One sabil-kuttab was open, so I went inside. It was designed so that the water pulled up from its underground reservoir would then fall from a stone slab with ornamental carvings. From here, the aerated water (a method of water purification) was scooped up and distributed. It was a highly advanced and beautiful piece of infrastructure. In every function, I could see the Islamic sensibility that attempts to impart beauty.

  • Water flows through the stone slab below the spout

I then walked through the main drag and into its principal street, only to encounter a massive wooden roof covering the path.

This horizontal wood roof supported by wooden (diagonal) braces sticking out from the buildings blocks out sunlight, and there is also a large square hole in its center. Street vendors gather around its shade while shoppers are spread about everywhere. Upon closer inspection, I could see small spaces between the roof and the buildings, reminding me of the “lifted roofs” of homes in Turpan, China.

  • The al-Ghuri Complex, packed with shoppers, as seen from below.
  • A roof lifted off a building. The windows feature intricate designs.

This facility consisting of two buildings that face each other on opposite sides of the street is known as the al-Ghuri Complex. It is a mixed-use facility that combines a mosque, a mausoleum, a previously mentioned sabil-kuttab, and more, and it was built in the early 16th century.
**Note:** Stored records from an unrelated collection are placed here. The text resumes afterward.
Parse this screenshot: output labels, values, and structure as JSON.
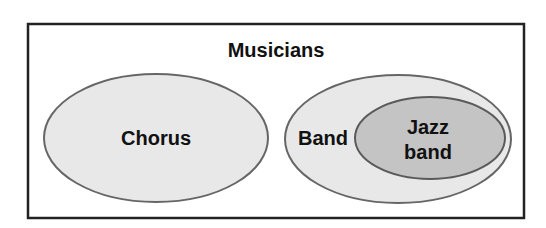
{
  "diagram": {
    "type": "venn",
    "title": "Musicians",
    "sets": [
      {
        "id": "chorus",
        "label": "Chorus"
      },
      {
        "id": "band",
        "label": "Band"
      },
      {
        "id": "jazz",
        "label_line1": "Jazz",
        "label_line2": "band",
        "subset_of": "band"
      }
    ]
  },
  "colors": {
    "frame": "#222222",
    "outer_fill": "#e8e8e8",
    "outer_stroke": "#666666",
    "inner_fill": "#c4c4c4",
    "inner_stroke": "#5a5a5a",
    "text": "#111111"
  }
}
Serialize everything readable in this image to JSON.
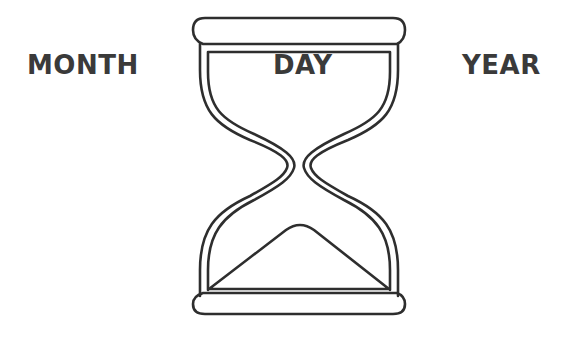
{
  "labels": {
    "left": "MONTH",
    "center": "DAY",
    "right": "YEAR"
  },
  "icon": {
    "name": "hourglass-icon",
    "stroke_color": "#2e2e2e",
    "fill_color": "#ffffff"
  },
  "colors": {
    "background": "#ffffff",
    "text": "#3a3a3a"
  }
}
The buildings consist of alternating red and white stones piled atop one another, appearing to be not structures designed as monuments but rather ones that came about in an ad-hoc way, following along with the street. Their windows have various designs, and your eyes are drawn to the glass windows set in wood just inside their double arches as well as their intricacy that contrasts with the massive, powerful roof.

These detailed designs continue even inside the buildings. After passing first through the courtyard that light pours into, then the massive, impressive arch inscribed with Arabic characters, you arrive at a small, dimly lit prayer room. On the upper part of the wall is colorful stained glass, as well as mashrabiyas and latticed windows, each with their own purpose but still brought together in a way that does not make them seem too separate from one another.
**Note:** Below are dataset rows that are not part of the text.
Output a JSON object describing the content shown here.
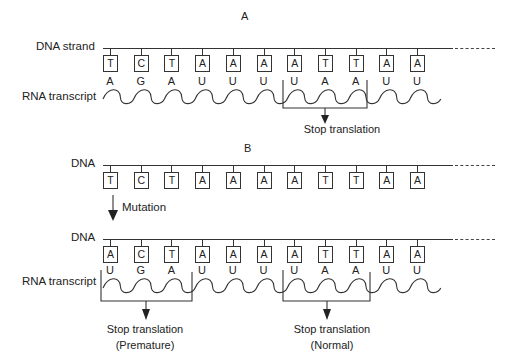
{
  "panel_a": {
    "title": "A",
    "dna_label": "DNA strand",
    "rna_label": "RNA transcript",
    "dna_bases": [
      "T",
      "C",
      "T",
      "A",
      "A",
      "A",
      "A",
      "T",
      "T",
      "A",
      "A"
    ],
    "rna_bases": [
      "A",
      "G",
      "A",
      "U",
      "U",
      "U",
      "U",
      "A",
      "A",
      "U",
      "U",
      "U"
    ],
    "stop_label": "Stop translation"
  },
  "panel_b": {
    "title": "B",
    "dna_label_1": "DNA",
    "dna_bases_1": [
      "T",
      "C",
      "T",
      "A",
      "A",
      "A",
      "A",
      "T",
      "T",
      "A",
      "A"
    ],
    "mutation_label": "Mutation",
    "dna_label_2": "DNA",
    "dna_bases_2": [
      "A",
      "C",
      "T",
      "A",
      "A",
      "A",
      "A",
      "T",
      "T",
      "A",
      "A"
    ],
    "rna_label": "RNA transcript",
    "rna_bases": [
      "U",
      "G",
      "A",
      "U",
      "U",
      "U",
      "U",
      "A",
      "A",
      "U",
      "U",
      "U"
    ],
    "stop_premature_label": "Stop translation",
    "stop_premature_note": "(Premature)",
    "stop_normal_label": "Stop translation",
    "stop_normal_note": "(Normal)"
  },
  "colors": {
    "line": "#333333",
    "text": "#222222",
    "background": "#ffffff"
  }
}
  • The al-Ghuri Complex’s small prayer room

As worshipping idols is prohibited in Islam, the religion has never had the concept of building mausoleums to enshrine saints. Part of the history of this mixed-use building in Islamic Cairo is that it combined other facilities together with a mausoleum, a structure that does not fit with traditional Islamic teachings, in hopes of making it more accepted by residents as a public facility. This tradition of combination, as seen the Sabil-kuttab and the al-Ghuri Complex, may have come about in the process of Islamic architecture being opened to the people. As they did not take authoritarian forms, they continue to be used as a natural part of life there, and even if by chance, this must connect to the preservation of the diversity of windows found there.

 

Ryuki Taguma
Taguma was born in Shizuoka prefecture in 1992 and grew up in Tokyo. In 2014, he graduated from the Department of Architecture (Creative Science and Engineering) of Waseda University. He received a gold medal for his graduation project in architecture and received top recognition for his graduation thesis. From April 2014 he began life as a graduate student in architectural history, studying under Norihito Nakatani. In June of 2014 he proposed a restoration plan for residents of Izu Ōshima for a sediment-related disaster. This would become his graduation project. In 2015 he took a year off from school to travel around villages and folk houses in 11 countries in Asia and the Middle East, visiting countries from China to Israel. In Yilan County,Taiwan, he worked as an intern at Fieldoffice Architects.